At mid-size freight companies, it's common to have 1-3 full-time employees whose primary job is BOL data entry. That's $35,000-$50,000 per year per person, spent on work that could be automated.
How AI Is Changing BOL Processing
Traditional OCR (Optical Character Recognition) reads characters from images but doesn't understand what those characters mean. It can tell you there's a "7" somewhere on the page, but it can't tell you whether that "7" is part of a weight, a piece count, or a reference number.
AI-powered extraction is fundamentally different. Instead of reading characters in isolation, it understands the document as a whole:
- Layout-independent. It recognizes that "Consignee" and "Ship To" and "Deliver To" all mean the same thing, regardless of where they appear on the page or what the label says.
- Context-aware. It knows that a 5-digit number next to "Weight" is pounds, not a zip code. It understands that "Class 70" refers to freight classification, not a school course.
- Handles variability. Every carrier, broker, and shipper uses a slightly different BOL template. AI extraction works across all of them without needing pre-built templates for each format.
- Confidence scoring. When the AI isn't sure about a field (maybe the scan is blurry, or a driver's handwriting is ambiguous), it flags it for human review instead of silently outputting a wrong value.
This is exactly the approach CapyParse takes. Upload a BOL PDF (scanned, photographed, or digital) and the AI extracts every field into a structured spreadsheet. Fields it's confident about go straight through. Fields it's uncertain about get flagged for a quick human review. The result is faster processing with fewer errors than either pure manual entry or basic OCR.
Frequently Asked Questions
What's the difference between a BOL and a bill of lading?
They're the same thing. "BOL" is the standard abbreviation for "bill of lading." You'll also see "B/L" used in ocean freight contexts. All three terms refer to the same document.
Is a bill of lading legally binding?
Yes. A bill of lading is a legally binding document that serves as a receipt of goods, a contract of carriage, and (for negotiable BOLs) a document of title. It's the primary document used in freight damage claims, billing disputes, and customs proceedings.
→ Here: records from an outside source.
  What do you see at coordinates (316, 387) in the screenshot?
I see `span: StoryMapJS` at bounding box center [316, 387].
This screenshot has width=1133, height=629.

What is an NMFC code on a BOL?
NMFC stands for National Motor Freight Classification. It's a standardized system that categorizes freight into 18 classes (50-500) based on density, handling, stowability, and liability. The NMFC code determines the freight class, which directly affects shipping rates. Getting the NMFC code wrong is one of the most common causes of freight re-bills.
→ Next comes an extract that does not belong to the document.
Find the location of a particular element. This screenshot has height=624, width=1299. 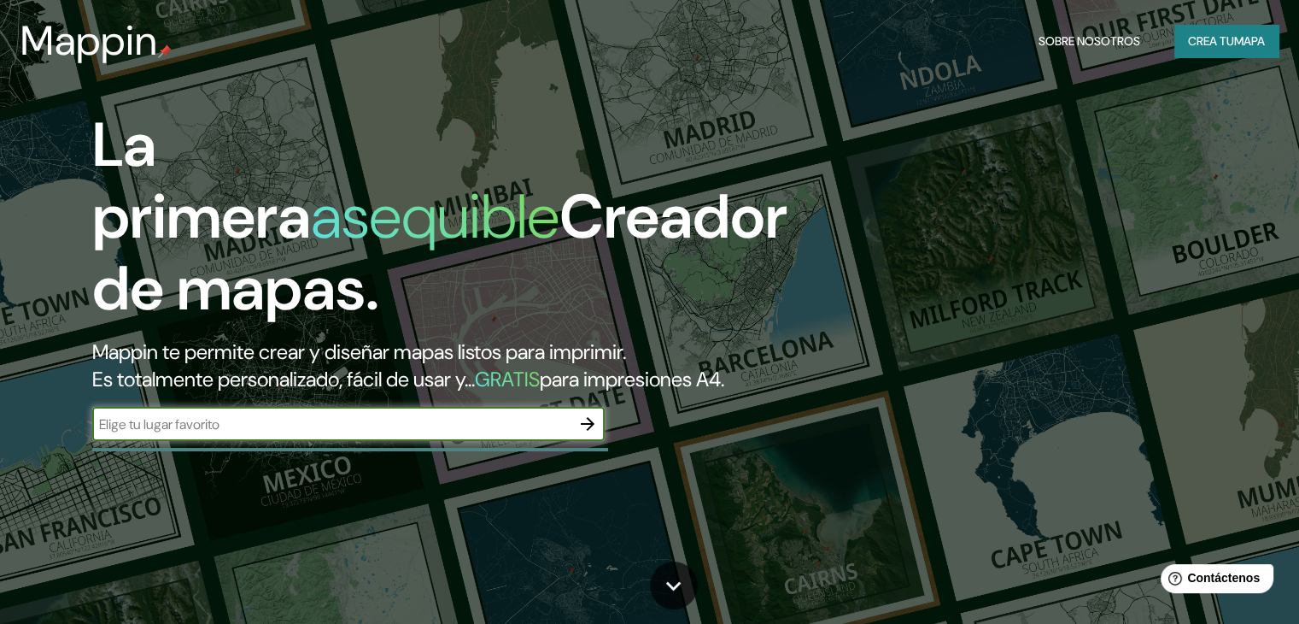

Can you extract data from a scanned BOL?
Yes. AI-powered tools like CapyParse can extract structured data from scanned, photographed, and digital BOL PDFs. The AI understands field meaning regardless of layout, so it works across different carriers and formats without pre-built templates.
Need to extract data from your bills of lading?
Try CapyParse's BOL OCR tool — upload a PDF, get structured data in CSV or Excel. No API required.